In the end, I had to go. I had no choice. Monday morning, I told Susan I’d be leaving. She didn’t argue. Merely commented that she thought I should wait a little while so she could go with me. “You shouldn’t go back there alone.”
In truth, having company made it easier. Susan took the top down on her BMW. The sky was clear, the weather warm. Optimistic. When we pulled up, I understood why Susan had asked me to wait. She’d needed time to rally Jen and Becky, who were on the porch, waving. Welcoming me home.
Bolstered by friends, I unlocked the door and stepped inside, tentatively sniffing, anticipating the smell of rotting flesh or Old Spice. Sensing neither, just the fresh scent of pine. Pine? As in cleaner? I was puzzled, but said nothing. Becky watched me, smiling slyly.
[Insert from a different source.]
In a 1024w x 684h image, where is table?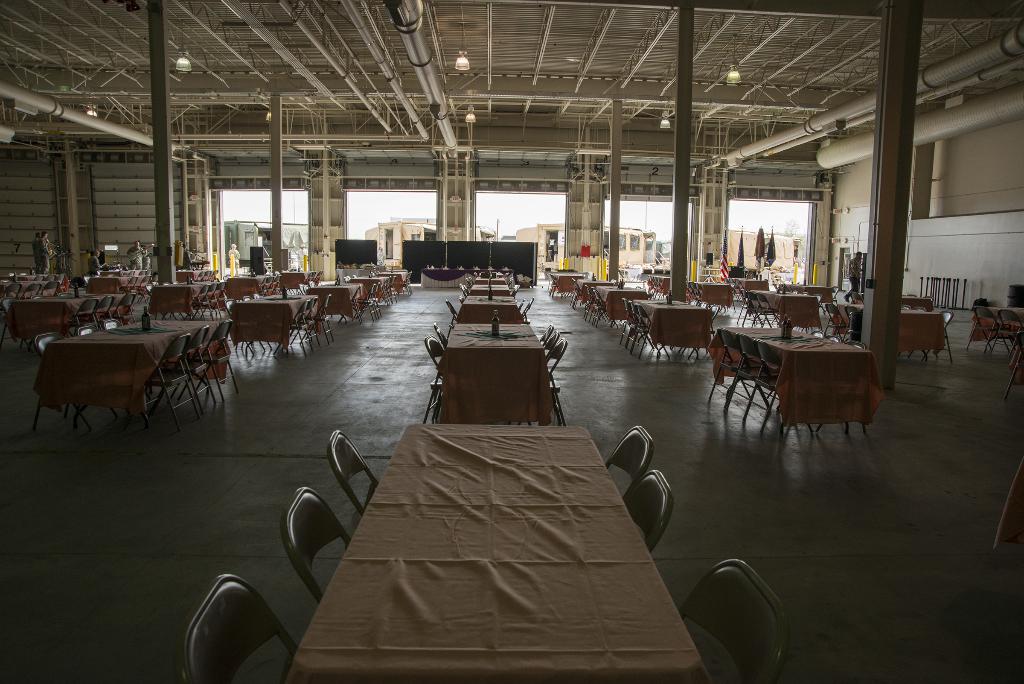
BBox(433, 319, 557, 421).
Jen led the way.
“Come on, Elle.” Jen hurried to the back of the house. Straight to the study. Why? Did she want me to face the blood right away? Why was she grinning?
I followed slowly. Passed the living room. Wait. Something was different in there. And the kitchen. When had I done the dishes? Picked up the salad? Cleared the countertops? I had no memory of cleaning, must really have been in a daze.
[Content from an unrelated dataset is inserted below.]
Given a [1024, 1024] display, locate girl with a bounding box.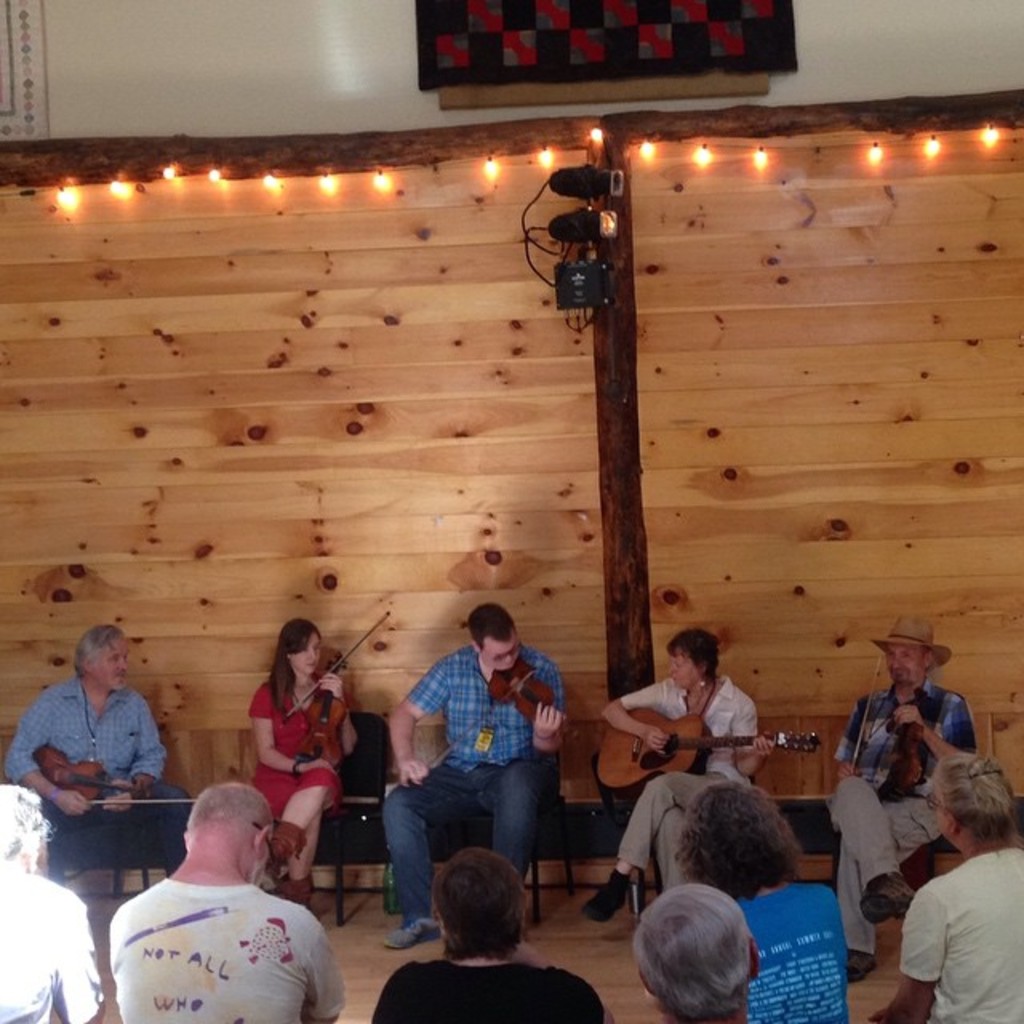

Jen and Becky rushed into the study. Susan stayed behind me, her hand on my back. Pressing me on.
At the study door, I stopped, remembering Charlie, the slackness of his jaw. The knife in his back. I wasn’t ready, didn’t want to go in.
“Dammit, Elle.” Susan shoved me forward. “Move.”
So I did, slowly. Cautiously. And became confused. The room smelled fresh, faintly of leather and chemicals. In a moment, I realized why: There was a new carpet. Cream-colored. And a new chocolate-brown upholstered sofa where the bloodied old gray one had been.
Three faces grinned at me, expectant and proud.
“Susan’s housekeeper came and worked all day yesterday—”
“And Jen got the couch. And there were stains on the carpet, so we pitched in—”
“You did this? So fast?”
They had.
I didn’t know what to say. How to thank them.
“She’s FBA.” I knew that one: Fucking Blown Away. And Jen was right, I was. I remember hugs and tears. I remember flopping onto the sofa, taking my shoes off to feel the thick soft rug. I remember going to the bar, pouring drinks, ordering pizza, and laughing too much and too loud. And sometime in the middle of the raucous sisterly bonding, I remember Elvis singing, “We’re caught in a trap—” and picking up my phone.
Charlie’s body was ready for release. I was listed as next of kin, and the coroner’s office wanted to know when I would have a funeral parlor pick it up.